AI Overviews cut organic clicks 38%, field study finds
A randomized field study confirms what dashboards have been hinting at: AI Overviews are harvesting clicks without making users any happier.
Key takeaways
- Google's AI Overviews cut organic clicks on triggered queries by 38 percent in a controlled field study.
- User satisfaction did not improve, removing the last defensible argument that AI Overviews are a net-positive product change.
- Definitional and informational queries are hit hardest, exactly the terms that fund top-of-funnel awareness.
- Citation visibility, not ranking position, is now the metric that pays.
What happened
Per Search Engine Journal, a randomized field experiment found that Google's AI Overviews reduced organic clicks on triggered queries by 38%, while user satisfaction ratings stayed flat. The study isolated AI Overviews as the variable. Users did not report a better experience. They just clicked through to publishers far less often.
That second number is the one to sit with. If AI Overviews were producing meaningfully better answers, you would expect satisfaction to climb alongside the click drop. It did not. Google is harvesting roughly four in ten clicks that previously went to publishers, and users are no happier for it.
The experiment, surfaced by Matt G. Southern at Search Engine Journal, gives senior marketers something they have lacked in this debate: a clean causal estimate rather than another correlational dashboard from a SEO vendor with a horse in the race.
Why it matters for your brand
A 38% organic click reduction is not a SEO problem. It is a brand visibility problem, and it lands hardest on the sectors that have spent a decade building search authority through whitepapers, thought leadership, and indexed PDFs.
Consider a global asset manager. The firm publishes quarterly outlooks, ESG frameworks, and macro commentary designed to be discovered by allocators and corporate treasurers researching specific questions. Under the old model, a query like "private credit default rates 2024" sent traffic to BlackRock, Apollo, or PIMCO research pages. Under AI Overviews, Google synthesises the answer, names two or three sources in a collapsed citation tray, and the click never happens. The brand may still be cited inside the Overview, but the user journey to the firm's site is severed. Reach without traffic is the new baseline.
For multilaterals, the math is worse. Institutions like UNDRR, CGAP, or the WHO produce authoritative reference content that ranks well precisely because it is canonical. AI Overviews love canonical sources. They will be quoted heavily and clicked rarely. The implication: if your KPI is sessions to the policy library, you are about to miss the number. If your KPI is "are we the source the model paraphrases," you may be winning and not measuring it.
Industrial groups face a different angle. Procurement researchers asking "lowest carbon cement specifications" or "ISO 14064 reporting requirements" will get a synthesised answer. The named source in that answer becomes the de facto category authority for that buyer's mental shortlist. The brands that lose are not the ones that fail to rank. They are the ones that fail to be the cited source inside the Overview itself.
The strategic shift: stop optimising for clicks on informational queries. Optimise for citation inside the answer, and reserve click-optimised content for the bottom of the funnel where intent is transactional or relational (events, RFP submissions, advisor contact). Mid-funnel SEO traffic is structurally impaired and will not recover.
A blunt reframe for the CMO conversation: if your content team's quarterly review still leads with organic sessions, you are measuring a leaking bucket. The metric that matters is share of citations across ChatGPT, Gemini, Perplexity, and Google AI Overviews on the 50 to 200 queries that define your category.
The signal in context
This study confirms what previous Pulse coverage has framed as the central transition of 2024 to 2025: the search interface is becoming an answer interface, and brands that built audiences on the click economy are quietly losing distribution they cannot see in their analytics.. The novelty here is the satisfaction data. Until now, Google's defence of AI Overviews has rested on the implicit promise that users prefer them. The randomized design says they do not prefer them; they tolerate them.
For B2B brands, the practical consequence is that the window to be cited inside AI answers, rather than ranked beneath them, is the visibility battle for the next 18 months.. Treat the 38% number as a floor, not a ceiling. Studies of similar interface changes (featured snippets in 2016, knowledge panels in 2018) showed click erosion deepening as the feature expanded coverage. AI Overviews are still being rolled out across query categories. The compression has not finished.
What to do
- SEO/GEO lead: Pull your top 100 informational queries, run them through AI Overviews, and log whether you are cited or a competitor is.
- Marketing team: Rewrite the 10 highest-value queries where competitors are cited and you are not, prioritising extractable formats.
- Comms: Brief executives that 30%+ informational traffic declines are now expected. Reset the dashboard before the board does.
- Marketing team: Audit your three most-trafficked thought leadership PDFs and republish core claims as extractable HTML with structured data.
- SEO/GEO lead: Stand up a monthly LLM citation audit across ChatGPT, Gemini, Perplexity, and Claude.
- CMO: Reallocate budget from informational SEM to owned channels where the click cannot be intercepted.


### Work instructions:
Copy each line below holding "abbr".
== Records provided ==
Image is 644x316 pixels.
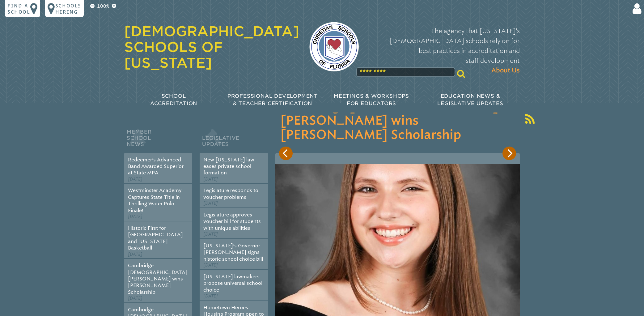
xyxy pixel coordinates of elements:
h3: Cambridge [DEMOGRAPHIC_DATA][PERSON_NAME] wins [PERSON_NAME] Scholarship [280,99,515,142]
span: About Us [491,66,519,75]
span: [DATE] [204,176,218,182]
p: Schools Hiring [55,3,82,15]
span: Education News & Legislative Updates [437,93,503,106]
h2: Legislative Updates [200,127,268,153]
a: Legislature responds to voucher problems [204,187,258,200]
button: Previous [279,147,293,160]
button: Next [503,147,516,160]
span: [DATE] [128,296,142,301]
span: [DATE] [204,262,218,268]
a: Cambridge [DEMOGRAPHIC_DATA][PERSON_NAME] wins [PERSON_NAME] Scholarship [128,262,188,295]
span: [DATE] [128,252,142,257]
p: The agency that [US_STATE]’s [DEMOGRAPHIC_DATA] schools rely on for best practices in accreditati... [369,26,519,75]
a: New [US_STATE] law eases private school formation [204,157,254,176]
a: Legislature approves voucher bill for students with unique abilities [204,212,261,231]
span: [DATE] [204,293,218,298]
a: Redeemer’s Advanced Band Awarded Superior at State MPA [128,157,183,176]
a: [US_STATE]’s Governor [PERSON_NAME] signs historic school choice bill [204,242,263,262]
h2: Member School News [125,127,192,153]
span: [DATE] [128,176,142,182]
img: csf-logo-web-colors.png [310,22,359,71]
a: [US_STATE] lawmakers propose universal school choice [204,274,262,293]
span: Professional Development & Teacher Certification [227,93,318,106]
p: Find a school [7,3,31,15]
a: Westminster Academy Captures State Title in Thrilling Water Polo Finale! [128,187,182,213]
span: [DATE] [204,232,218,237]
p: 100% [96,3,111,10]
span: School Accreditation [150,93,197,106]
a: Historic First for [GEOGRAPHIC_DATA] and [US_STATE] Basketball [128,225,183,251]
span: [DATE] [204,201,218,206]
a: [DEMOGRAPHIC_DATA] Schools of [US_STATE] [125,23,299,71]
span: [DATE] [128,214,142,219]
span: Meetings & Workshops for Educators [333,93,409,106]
===
== Records provided ==
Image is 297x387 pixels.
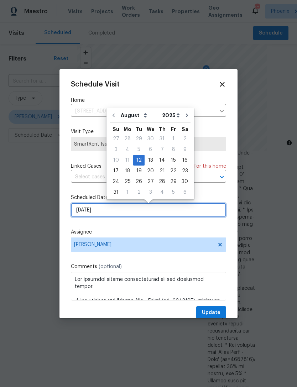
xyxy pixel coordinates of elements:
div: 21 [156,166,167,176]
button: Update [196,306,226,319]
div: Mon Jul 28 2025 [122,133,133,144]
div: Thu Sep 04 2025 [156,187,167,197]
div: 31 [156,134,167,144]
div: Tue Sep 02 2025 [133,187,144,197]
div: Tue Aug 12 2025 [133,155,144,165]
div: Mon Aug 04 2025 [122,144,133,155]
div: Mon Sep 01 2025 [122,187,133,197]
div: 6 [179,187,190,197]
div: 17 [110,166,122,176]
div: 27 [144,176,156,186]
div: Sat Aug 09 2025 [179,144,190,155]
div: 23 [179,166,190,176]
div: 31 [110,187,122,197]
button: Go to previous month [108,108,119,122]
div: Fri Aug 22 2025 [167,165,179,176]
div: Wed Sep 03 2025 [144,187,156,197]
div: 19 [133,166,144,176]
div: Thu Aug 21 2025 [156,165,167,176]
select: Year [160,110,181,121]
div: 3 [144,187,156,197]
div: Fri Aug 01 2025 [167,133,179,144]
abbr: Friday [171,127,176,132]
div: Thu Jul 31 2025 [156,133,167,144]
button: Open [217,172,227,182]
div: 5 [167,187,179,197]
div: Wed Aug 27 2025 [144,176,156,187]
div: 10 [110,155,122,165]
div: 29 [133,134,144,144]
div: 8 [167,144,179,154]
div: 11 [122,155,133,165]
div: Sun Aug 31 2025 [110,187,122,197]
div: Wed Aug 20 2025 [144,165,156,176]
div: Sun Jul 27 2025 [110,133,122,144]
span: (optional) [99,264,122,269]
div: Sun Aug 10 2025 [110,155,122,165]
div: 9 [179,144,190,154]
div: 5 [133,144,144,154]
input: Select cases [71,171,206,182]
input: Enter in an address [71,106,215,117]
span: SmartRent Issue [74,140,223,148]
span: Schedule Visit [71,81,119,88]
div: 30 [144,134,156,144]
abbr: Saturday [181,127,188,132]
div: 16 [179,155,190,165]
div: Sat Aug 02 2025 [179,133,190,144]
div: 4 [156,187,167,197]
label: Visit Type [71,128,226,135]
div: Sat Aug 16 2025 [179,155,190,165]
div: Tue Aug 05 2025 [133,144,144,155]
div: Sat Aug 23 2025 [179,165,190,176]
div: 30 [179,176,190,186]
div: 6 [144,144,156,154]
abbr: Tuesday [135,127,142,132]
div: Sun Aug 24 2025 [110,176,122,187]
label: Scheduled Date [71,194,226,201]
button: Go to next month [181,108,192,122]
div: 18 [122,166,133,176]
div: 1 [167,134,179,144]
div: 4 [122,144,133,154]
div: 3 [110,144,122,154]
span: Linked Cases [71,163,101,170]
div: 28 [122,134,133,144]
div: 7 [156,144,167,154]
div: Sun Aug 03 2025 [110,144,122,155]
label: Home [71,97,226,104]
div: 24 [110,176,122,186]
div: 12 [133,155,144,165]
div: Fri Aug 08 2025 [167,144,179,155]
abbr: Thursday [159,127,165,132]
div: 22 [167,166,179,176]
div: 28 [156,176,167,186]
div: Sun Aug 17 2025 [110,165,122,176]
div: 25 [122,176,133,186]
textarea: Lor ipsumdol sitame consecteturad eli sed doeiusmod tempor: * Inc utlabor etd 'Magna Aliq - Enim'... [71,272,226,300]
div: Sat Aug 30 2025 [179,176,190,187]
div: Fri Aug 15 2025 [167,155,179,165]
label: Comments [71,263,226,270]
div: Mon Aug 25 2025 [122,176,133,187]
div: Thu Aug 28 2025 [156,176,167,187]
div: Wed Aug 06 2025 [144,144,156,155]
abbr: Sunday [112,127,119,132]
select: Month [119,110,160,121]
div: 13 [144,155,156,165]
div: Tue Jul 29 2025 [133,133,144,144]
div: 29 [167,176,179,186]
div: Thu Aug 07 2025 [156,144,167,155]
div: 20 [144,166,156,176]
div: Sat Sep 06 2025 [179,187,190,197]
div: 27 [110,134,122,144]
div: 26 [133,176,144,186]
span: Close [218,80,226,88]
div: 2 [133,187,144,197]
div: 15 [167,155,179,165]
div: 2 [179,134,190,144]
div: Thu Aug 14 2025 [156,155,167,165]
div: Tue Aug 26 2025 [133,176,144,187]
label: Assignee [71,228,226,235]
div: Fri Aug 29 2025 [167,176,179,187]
===
### Task solution:
abbr: Friday [171,127,176,132]
abbr: Saturday [181,127,188,132]
abbr: Tuesday [135,127,142,132]
abbr: Thursday [159,127,165,132]
abbr: Sunday [112,127,119,132]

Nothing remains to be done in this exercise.